It happens so fast that I don’t even realize what’s happening until a few seconds later.
The man behind me collapses. One second, his gun is pressing into the back of my head, and the next, he’s a dead weight crashing onto my shoulders. His body knocks me forward, and I lose balance, hitting the ground hard. Blood pours down my back.
I don’t even have time to scream because guns go off all around me.
There's a lot of shouting.
I gently push the dead man off me, and his corpse lands on my left side.
My teeth are chattering even though the basement isn’t cold. Dust kicks up with every bullet that hits the floor or the wall. I don’t know where to look. I can’t look. My lungs feel too small for the panic I’m trying to breathe through.
I force my eyes open and see the gun.
His gun.
The man’s fingers are still curled loosely around the handle, but his grip has slackened enough that I can pry it from him. My hands shake as I take it.
I start crawling. There’s no time to think. Only move. Only survive.
The concrete scrapes my knees raw as I drag myself forward, and the dead man’s blood makes everything slippery. I spot an old metal filing cabinet two feet away—tall, dented, and covered in rust that flakes off when I touch it. It’s not exactly bulletproof, but it’s something. Better than lying in the open as a target. I duck behind it just as a bullet whizzes past and lodges itself into the concrete wall behind me. The sound resembles that of a hammer hitting bricks.
I press my back to the cabinet, breathing hard. Then I peek around the edge.
Most of the men are no longer standing in the open. They’ve taken cover behind the wide concrete columns that line the basement. Knox is behind one.
Mateo is crouched behind a large stack of old wooden pallets and some sort of collapsed cardboard box setup. The pallets look like they’ve been there for years, warped and stained with water damage.
Two masked men lie dead on the floor. Mateo’s men.
I duck again just in time.
A bullet slams into the filing cabinet right where my head was, the impact so loud and sudden it makes me bite my tongue.
“Oh God,” I whisper, pressing my forehead to my knees. “This is so much worse than the movies.”
In the movies, they always make it look heroic. But this? This is terrifying. I can’t hear anything except gunfire and my own scream that hasn’t left my throat yet but sits there like a caged bird desperate to escape.
I’m going to die here.
I can feel it in my bones. My whole body is vibrating like it’s moments from giving out.
I peek again, slower this time.
Serena has crawled under the stairs, sitting on her ass with her injured leg elevated. She’s halfway hidden in the shadows, looking as scared as I believe I look.
Hunter is crawling fast toward her now that the ropes are off his wrists and ankles. I can see the red marks where they bit into his skin. The man who’d been cutting him free is down. He's been shot but obviously not dead.
Finn and Soraya are still tied to their chairs, but they’re on the floor now. They must have thrown themselves down. They move together, their chairs grinding against the concrete as they drag themselves inch by inch toward the stairs.
Another bullet hits the wall beside me, spraying concrete dust that gets in my eyes and makes them water. I drop back down, my spine hitting the filing cabinet hard enough to rattle my teeth.
I close my eyes and cross myself. It’s not something I’d normally do. I'm not even religious, and I’m pretty sure I’m not doing it right. But there better be a deity listening right now.
“If I make it out of here alive,” I whisper under my breath, “I swear I’ll be good. I’ll listen next time. I’ll stay where I’m told. I won’t get curious about things that aren’t my business. I won’t—”
But even I don’t believe myself. I’ve never been good. Not in the way that word means when people talk about being saved or blessed or worthy. Not in the way that would impress whatever deity might be watching this horror show and taking notes.
I keep mumbling anyway. Pleas to anyone who might be listening. Deals I know I won’t keep even if I live long enough to try.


_WORK ITEM_
Transcribe word for word the section of the records below that opens with the line containing "Identify the location" and closes with the line containing "The image size is (1204, 561)."; drop every picture.

Saved entries
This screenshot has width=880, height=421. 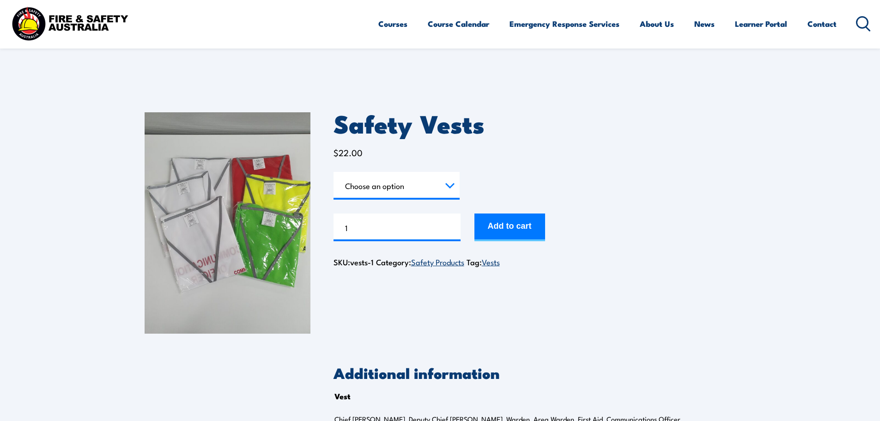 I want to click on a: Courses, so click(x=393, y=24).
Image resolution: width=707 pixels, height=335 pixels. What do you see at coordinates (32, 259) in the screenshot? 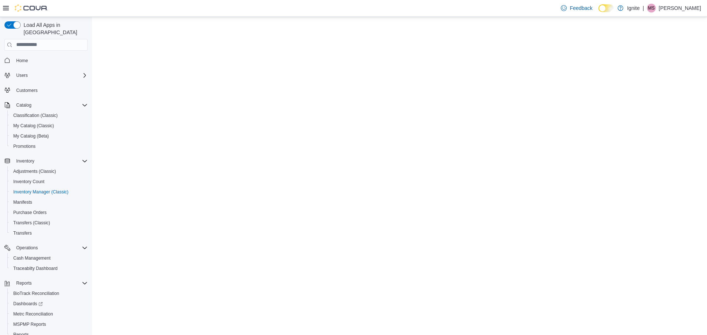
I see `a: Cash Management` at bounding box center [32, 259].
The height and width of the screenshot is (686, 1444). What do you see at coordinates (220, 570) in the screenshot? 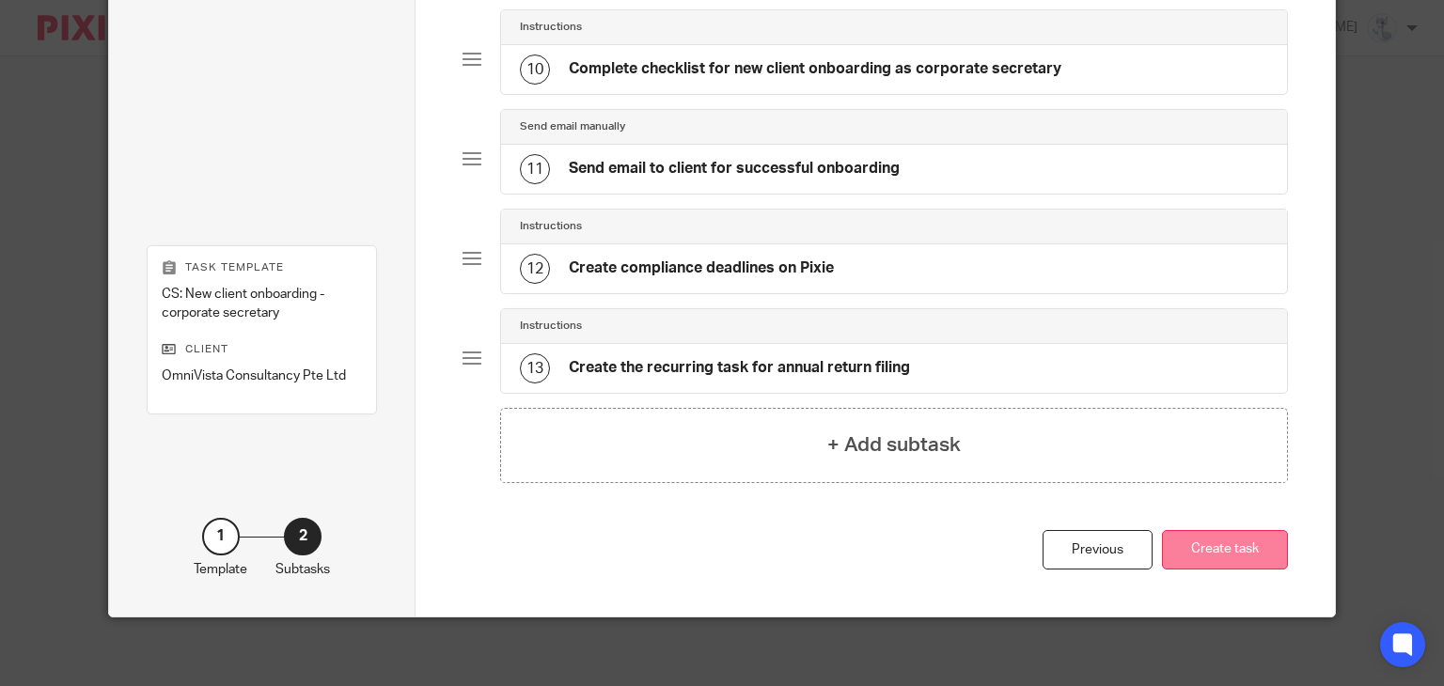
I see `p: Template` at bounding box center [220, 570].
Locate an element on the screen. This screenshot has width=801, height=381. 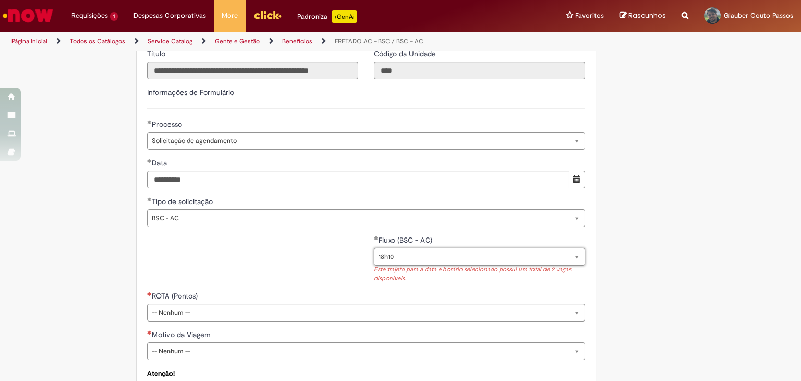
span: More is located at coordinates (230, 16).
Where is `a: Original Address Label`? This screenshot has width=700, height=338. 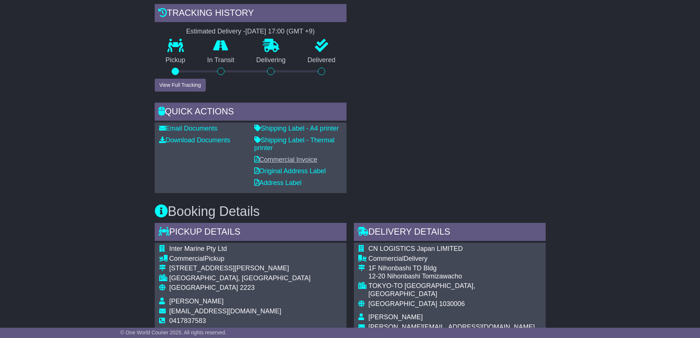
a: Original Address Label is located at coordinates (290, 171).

--

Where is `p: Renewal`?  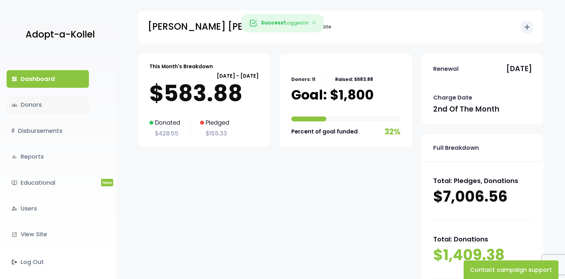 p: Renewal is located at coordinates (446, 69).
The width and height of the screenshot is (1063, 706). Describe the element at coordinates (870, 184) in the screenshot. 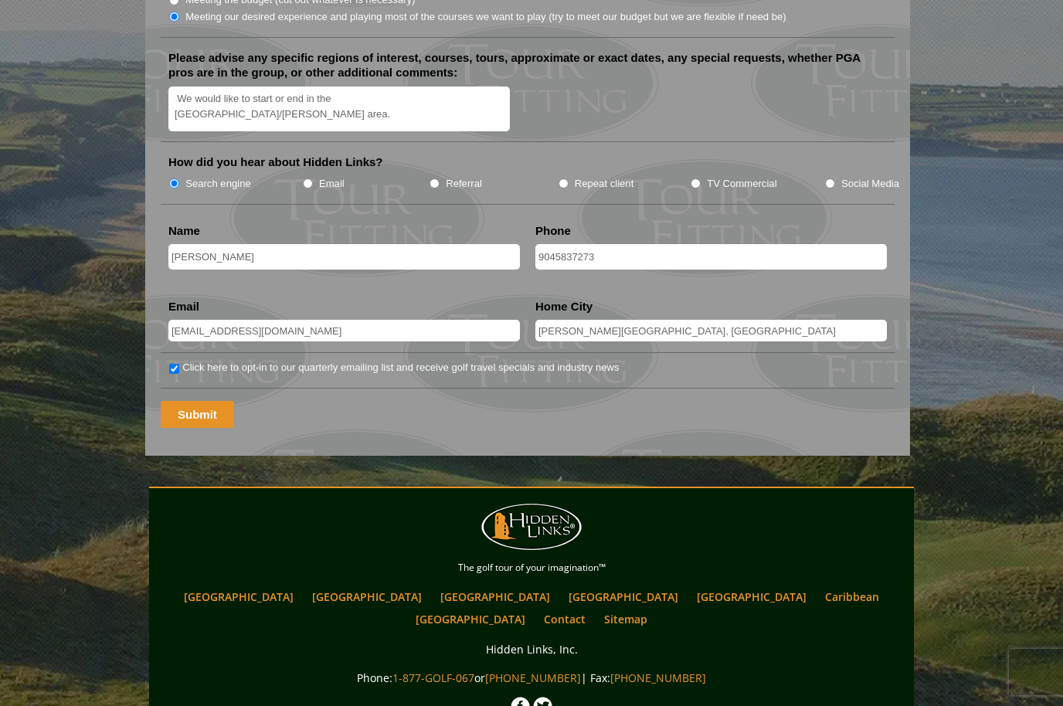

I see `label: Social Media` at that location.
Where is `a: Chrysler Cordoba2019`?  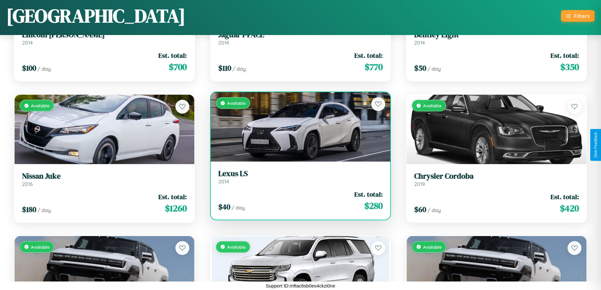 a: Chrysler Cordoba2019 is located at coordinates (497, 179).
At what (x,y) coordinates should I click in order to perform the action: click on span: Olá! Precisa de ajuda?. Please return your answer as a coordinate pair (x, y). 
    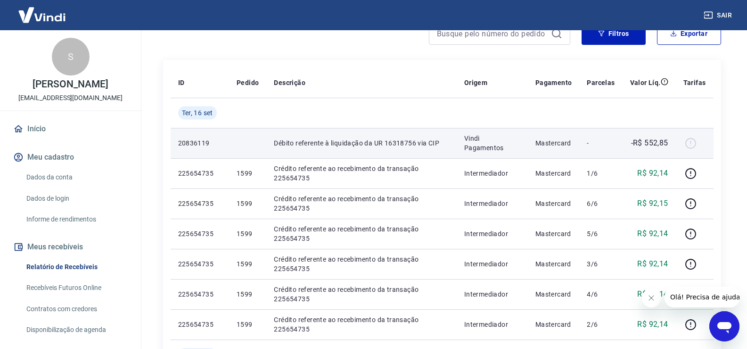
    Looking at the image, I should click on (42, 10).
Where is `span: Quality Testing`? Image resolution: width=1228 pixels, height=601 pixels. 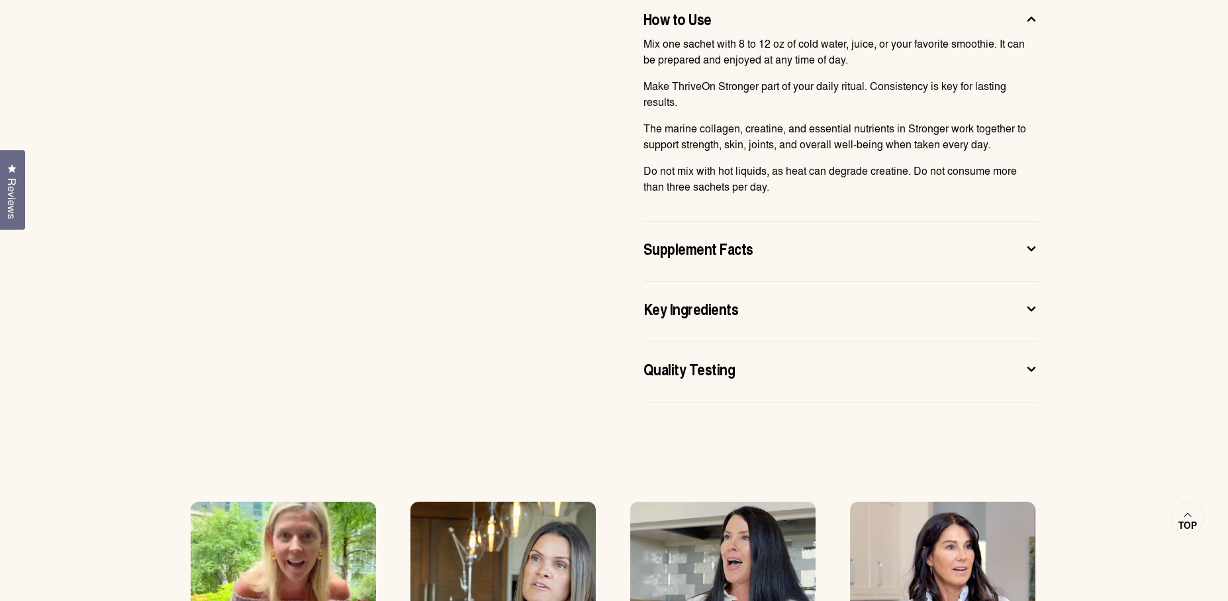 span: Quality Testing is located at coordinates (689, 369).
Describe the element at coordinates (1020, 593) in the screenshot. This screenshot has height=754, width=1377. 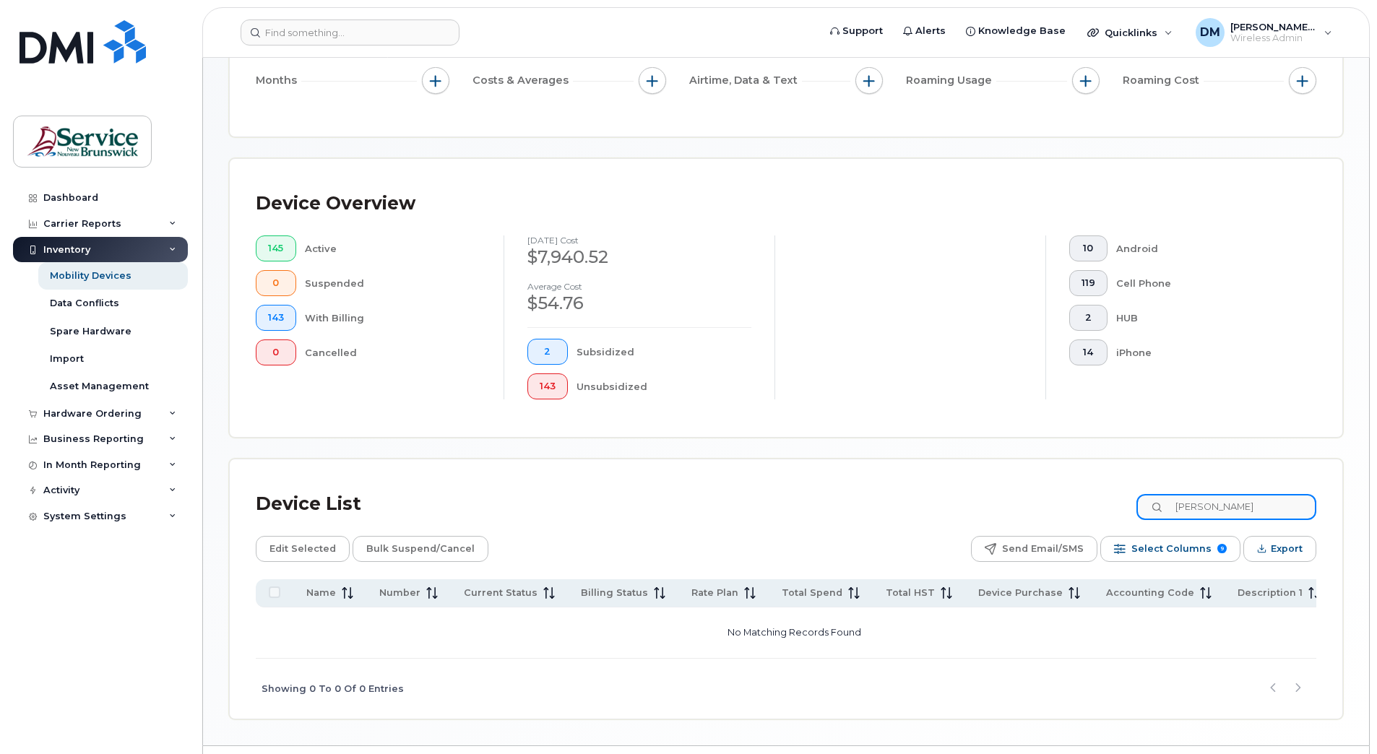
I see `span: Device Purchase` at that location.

==

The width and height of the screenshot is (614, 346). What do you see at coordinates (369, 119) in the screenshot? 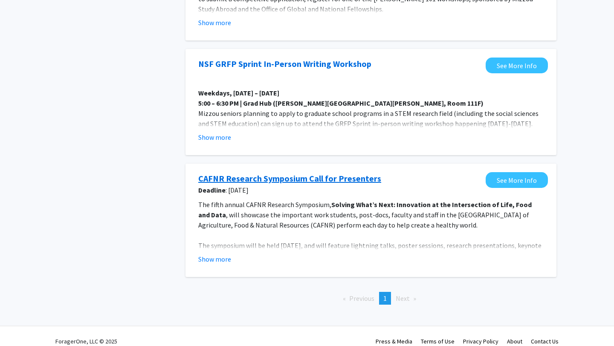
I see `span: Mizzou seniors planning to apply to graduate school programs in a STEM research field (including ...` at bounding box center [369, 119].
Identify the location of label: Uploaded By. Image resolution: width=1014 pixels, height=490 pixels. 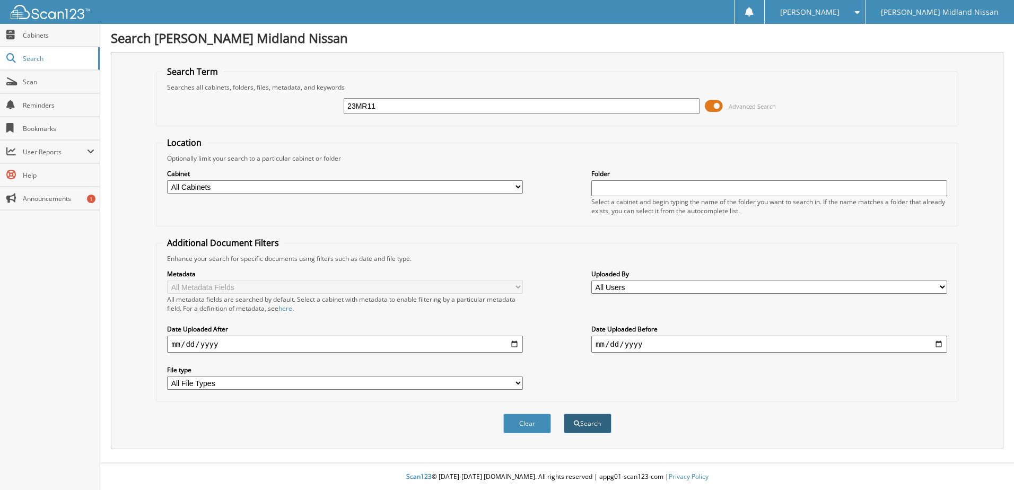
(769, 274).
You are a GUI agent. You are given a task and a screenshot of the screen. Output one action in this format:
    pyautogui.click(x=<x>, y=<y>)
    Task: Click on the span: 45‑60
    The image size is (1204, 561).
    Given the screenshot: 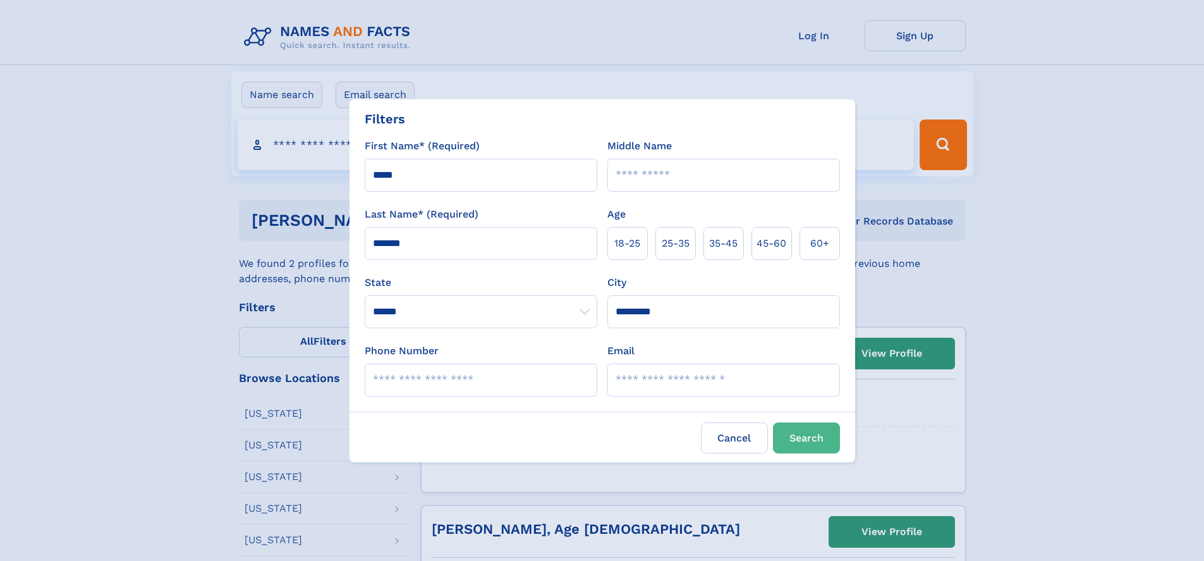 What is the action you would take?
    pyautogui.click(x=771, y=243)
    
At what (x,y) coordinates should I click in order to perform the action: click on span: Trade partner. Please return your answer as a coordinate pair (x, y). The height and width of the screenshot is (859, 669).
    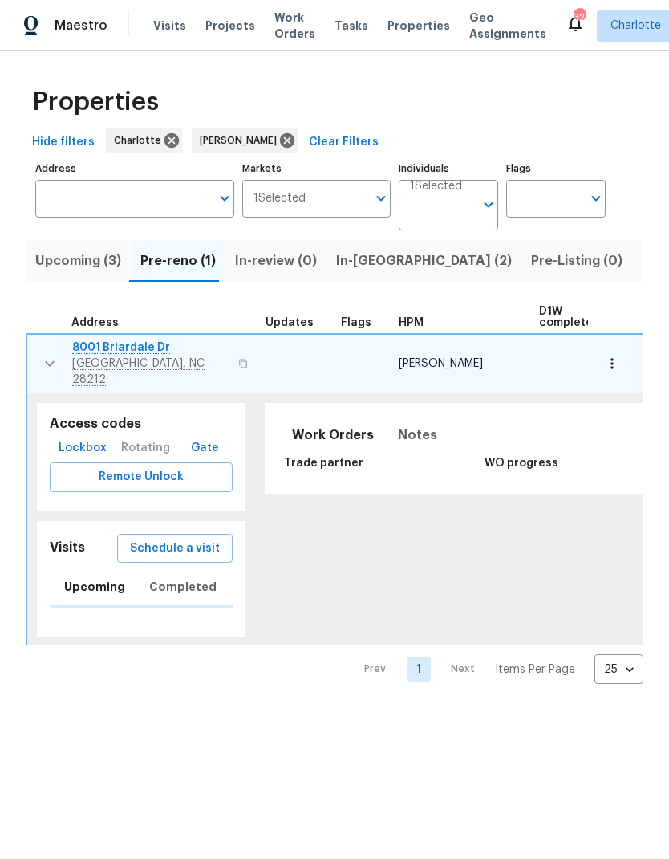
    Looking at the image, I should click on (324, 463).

_REPLY TO THE EXERCISE_
Identify the location of label: Uploaded By. Image resolution: width=1014 pixels, height=490 pixels. 
(769, 274).
You are a GUI agent. You are given a task and a screenshot of the screen. Output one action in this format:
    pyautogui.click(x=<x>, y=<y>)
    Task: Click on the span: 45‑60
    The image size is (1204, 561).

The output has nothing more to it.